The current regular session of the LXV Legislature will formally conclude on April 30, and the Electoral Reform initiative announced by President Andrés Manuel López Obrador is still pending, which may come as soon as the Executive so decides and if necessary bring to the Congress of the Union to an extraordinary session.
Sergio Gutiérrez Luna, president of the Board of Directors of the Chamber of Deputies, commented that next week the possibilities for carrying out an extraordinary will be discussed and recalled that the head of the Executive announced in previous weeks that he will send the reform initiatives to the Constitution for the Electoral Law and the issue of the National Guard.
The Morena deputy said that they will wait for these projects to arrive to try to promote them and assured that they will dialogue with arguments with the other parliamentary groups.
On April 17, Morena failed to reach a consensus with the other parties that the electricity reform initiative will advance beyond the lower house, which represented the first legislative defeat for an initiative of the head of the executive, who in less than a day sent for approval a reform to the Mining Law, which was endorsed in both chambers within 72 hours.
On the 18th, López Obrador admitted that the scenario was not the best for his reforms for the remainder of the six-year term, as the parties that are not part of Morena's alliance warned that they would vote against the new Electoral Law and on the matter of the National Guard, however, he said that he would still present them with the risk that he would not succeed the favorable vote of the PAN, PRI, PRD and MC.
“There are elections that they would like to change by votes; no, politics is an ethical imperative and we are going to move forward,” said the reference to the elections that will take place next June in which six governorships will be renewed.
As for the Senate of the Republic, it has only two face-to-face sessions scheduled for the remainder of the current regular session.
The pending initiatives of President López Obrador are of a constitutional nature, and once sent to the Congress of the Union they will require a favorable vote by qualified majority, that is, two thirds of the legislators present in the plenary session of each of the chambers.
However, Morena has a majority in Congress, so through the Standing Committee she could promote an extraordinary session, and here it is necessary to remember that the minimum quorum to hold a session is 50% plus one, which means that 251 of the 500 deputies must be present in San Lazarus and 65 of the 500 deputies must be present in the Senate. the 128 representatives.
The proposal of the President of the Republic seeks that electoral councillors and magistrates be elected by popular vote and candidates will be nominated by the executive branch itself in addition to the legislative and judicial branch.
Another of the main points contained in this proposal is the elimination of deputies and senators of proportional or multi-member representation, a measure that has been criticized by the director of the National Electoral Institute (INE), Ciro Murayama, who believes that this political maneuver strengthens the ruling party and reduces the size of their opponents.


• EXERCISE GOAL
Output all of the listing below, leaving every line unchanged.
─── DATA TO PROCESS
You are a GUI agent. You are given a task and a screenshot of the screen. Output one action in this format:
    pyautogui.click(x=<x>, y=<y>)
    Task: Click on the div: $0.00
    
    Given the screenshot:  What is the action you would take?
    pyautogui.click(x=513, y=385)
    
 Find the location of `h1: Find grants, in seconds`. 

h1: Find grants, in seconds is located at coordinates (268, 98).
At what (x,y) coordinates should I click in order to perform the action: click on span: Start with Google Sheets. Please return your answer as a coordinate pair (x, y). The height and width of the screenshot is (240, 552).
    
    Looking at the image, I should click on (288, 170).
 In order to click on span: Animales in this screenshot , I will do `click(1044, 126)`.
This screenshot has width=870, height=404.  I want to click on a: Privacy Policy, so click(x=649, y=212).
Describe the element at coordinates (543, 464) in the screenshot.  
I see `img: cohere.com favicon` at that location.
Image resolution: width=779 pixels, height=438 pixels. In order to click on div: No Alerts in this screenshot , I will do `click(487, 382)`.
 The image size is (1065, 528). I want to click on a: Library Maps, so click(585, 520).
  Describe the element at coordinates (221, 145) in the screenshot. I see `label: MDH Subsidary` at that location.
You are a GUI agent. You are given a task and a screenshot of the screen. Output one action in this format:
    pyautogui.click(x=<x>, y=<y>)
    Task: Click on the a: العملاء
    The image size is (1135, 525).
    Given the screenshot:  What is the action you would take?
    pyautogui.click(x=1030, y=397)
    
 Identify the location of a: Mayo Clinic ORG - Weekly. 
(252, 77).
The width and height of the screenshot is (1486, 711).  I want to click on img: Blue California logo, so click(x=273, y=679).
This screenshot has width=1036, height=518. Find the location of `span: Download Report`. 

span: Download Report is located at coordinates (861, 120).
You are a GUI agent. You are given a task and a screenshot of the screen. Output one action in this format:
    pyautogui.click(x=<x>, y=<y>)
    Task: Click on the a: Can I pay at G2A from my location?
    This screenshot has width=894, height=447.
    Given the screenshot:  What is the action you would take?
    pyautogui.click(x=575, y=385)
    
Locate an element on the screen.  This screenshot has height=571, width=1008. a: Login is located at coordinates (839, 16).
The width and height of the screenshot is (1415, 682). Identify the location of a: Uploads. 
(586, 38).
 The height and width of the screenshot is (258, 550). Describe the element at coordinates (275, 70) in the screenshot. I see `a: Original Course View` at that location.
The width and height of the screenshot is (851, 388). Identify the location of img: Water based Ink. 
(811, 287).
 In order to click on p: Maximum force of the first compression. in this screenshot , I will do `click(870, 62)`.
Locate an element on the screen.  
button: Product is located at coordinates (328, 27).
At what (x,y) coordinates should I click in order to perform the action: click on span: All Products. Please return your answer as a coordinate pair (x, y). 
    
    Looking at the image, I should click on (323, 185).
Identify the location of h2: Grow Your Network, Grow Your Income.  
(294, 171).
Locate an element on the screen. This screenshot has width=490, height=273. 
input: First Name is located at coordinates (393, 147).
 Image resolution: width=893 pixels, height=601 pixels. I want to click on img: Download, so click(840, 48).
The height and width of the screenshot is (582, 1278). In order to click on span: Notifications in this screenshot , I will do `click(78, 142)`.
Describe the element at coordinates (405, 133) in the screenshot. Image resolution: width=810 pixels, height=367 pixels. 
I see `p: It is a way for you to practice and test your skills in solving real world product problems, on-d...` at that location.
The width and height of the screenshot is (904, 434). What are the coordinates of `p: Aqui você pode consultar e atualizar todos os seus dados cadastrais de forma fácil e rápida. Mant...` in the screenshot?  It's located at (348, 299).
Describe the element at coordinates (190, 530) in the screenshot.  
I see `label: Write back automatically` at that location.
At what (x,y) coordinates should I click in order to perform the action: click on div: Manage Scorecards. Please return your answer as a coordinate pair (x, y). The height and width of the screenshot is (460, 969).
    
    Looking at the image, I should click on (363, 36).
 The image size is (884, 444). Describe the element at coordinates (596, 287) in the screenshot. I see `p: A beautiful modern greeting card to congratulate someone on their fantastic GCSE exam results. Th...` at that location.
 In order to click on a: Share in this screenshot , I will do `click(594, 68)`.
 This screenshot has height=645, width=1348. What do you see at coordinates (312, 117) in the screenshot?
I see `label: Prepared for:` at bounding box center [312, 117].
──────
• SOLVED PROBLEM
You are a GUI agent. You are given a task and a screenshot of the screen. Output one action in this format:
    pyautogui.click(x=<x>, y=<y>)
    Task: Click on the div: $0.00
    
    Given the screenshot:  What is the action you would take?
    pyautogui.click(x=513, y=385)
    
 Find the location of `h1: Find grants, in seconds`. 

h1: Find grants, in seconds is located at coordinates (268, 98).
At what (x,y) coordinates should I click in order to perform the action: click on span: Start with Google Sheets. Please return your answer as a coordinate pair (x, y). The height and width of the screenshot is (240, 552).
    
    Looking at the image, I should click on (288, 170).
 In order to click on span: Animales in this screenshot , I will do `click(1044, 126)`.
This screenshot has width=870, height=404.  I want to click on a: Privacy Policy, so click(x=649, y=212).
Describe the element at coordinates (543, 464) in the screenshot.  
I see `img: cohere.com favicon` at that location.
Image resolution: width=779 pixels, height=438 pixels. In order to click on div: No Alerts in this screenshot , I will do `click(487, 382)`.
 The image size is (1065, 528). I want to click on a: Library Maps, so click(585, 520).
  Describe the element at coordinates (221, 145) in the screenshot. I see `label: MDH Subsidary` at that location.
You are a GUI agent. You are given a task and a screenshot of the screen. Output one action in this format:
    pyautogui.click(x=<x>, y=<y>)
    Task: Click on the a: العملاء
    The image size is (1135, 525).
    Given the screenshot:  What is the action you would take?
    pyautogui.click(x=1030, y=397)
    
 Identify the location of a: Mayo Clinic ORG - Weekly. 
(252, 77).
The width and height of the screenshot is (1486, 711).  I want to click on img: Blue California logo, so click(x=273, y=679).
This screenshot has width=1036, height=518. Find the location of `span: Download Report`. 

span: Download Report is located at coordinates (861, 120).
You are a GUI agent. You are given a task and a screenshot of the screen. Output one action in this format:
    pyautogui.click(x=<x>, y=<y>)
    Task: Click on the a: Can I pay at G2A from my location?
    This screenshot has width=894, height=447.
    Given the screenshot:  What is the action you would take?
    pyautogui.click(x=575, y=385)
    
Locate an element on the screen.  This screenshot has height=571, width=1008. a: Login is located at coordinates (839, 16).
The width and height of the screenshot is (1415, 682). Identify the location of a: Uploads. 
(586, 38).
 The height and width of the screenshot is (258, 550). Describe the element at coordinates (275, 70) in the screenshot. I see `a: Original Course View` at that location.
The width and height of the screenshot is (851, 388). Identify the location of img: Water based Ink. 
(811, 287).
 In order to click on p: Maximum force of the first compression. in this screenshot , I will do `click(870, 62)`.
Locate an element on the screen.  
button: Product is located at coordinates (328, 27).
At what (x,y) coordinates should I click in order to perform the action: click on span: All Products. Please return your answer as a coordinate pair (x, y). 
    
    Looking at the image, I should click on (323, 185).
Identify the location of h2: Grow Your Network, Grow Your Income.  
(294, 171).
Locate an element on the screen. This screenshot has width=490, height=273. 
input: First Name is located at coordinates (393, 147).
 Image resolution: width=893 pixels, height=601 pixels. I want to click on img: Download, so click(840, 48).
The height and width of the screenshot is (582, 1278). In order to click on span: Notifications in this screenshot , I will do `click(78, 142)`.
Describe the element at coordinates (405, 133) in the screenshot. Image resolution: width=810 pixels, height=367 pixels. 
I see `p: It is a way for you to practice and test your skills in solving real world product problems, on-d...` at that location.
The width and height of the screenshot is (904, 434). What are the coordinates of `p: Aqui você pode consultar e atualizar todos os seus dados cadastrais de forma fácil e rápida. Mant...` in the screenshot?  It's located at (348, 299).
Describe the element at coordinates (190, 530) in the screenshot.  
I see `label: Write back automatically` at that location.
At what (x,y) coordinates should I click in order to perform the action: click on div: Manage Scorecards. Please return your answer as a coordinate pair (x, y). The height and width of the screenshot is (460, 969).
    
    Looking at the image, I should click on (363, 36).
 The image size is (884, 444). Describe the element at coordinates (596, 287) in the screenshot. I see `p: A beautiful modern greeting card to congratulate someone on their fantastic GCSE exam results. Th...` at that location.
 In order to click on a: Share in this screenshot , I will do `click(594, 68)`.
 This screenshot has height=645, width=1348. What do you see at coordinates (312, 117) in the screenshot?
I see `label: Prepared for:` at bounding box center [312, 117].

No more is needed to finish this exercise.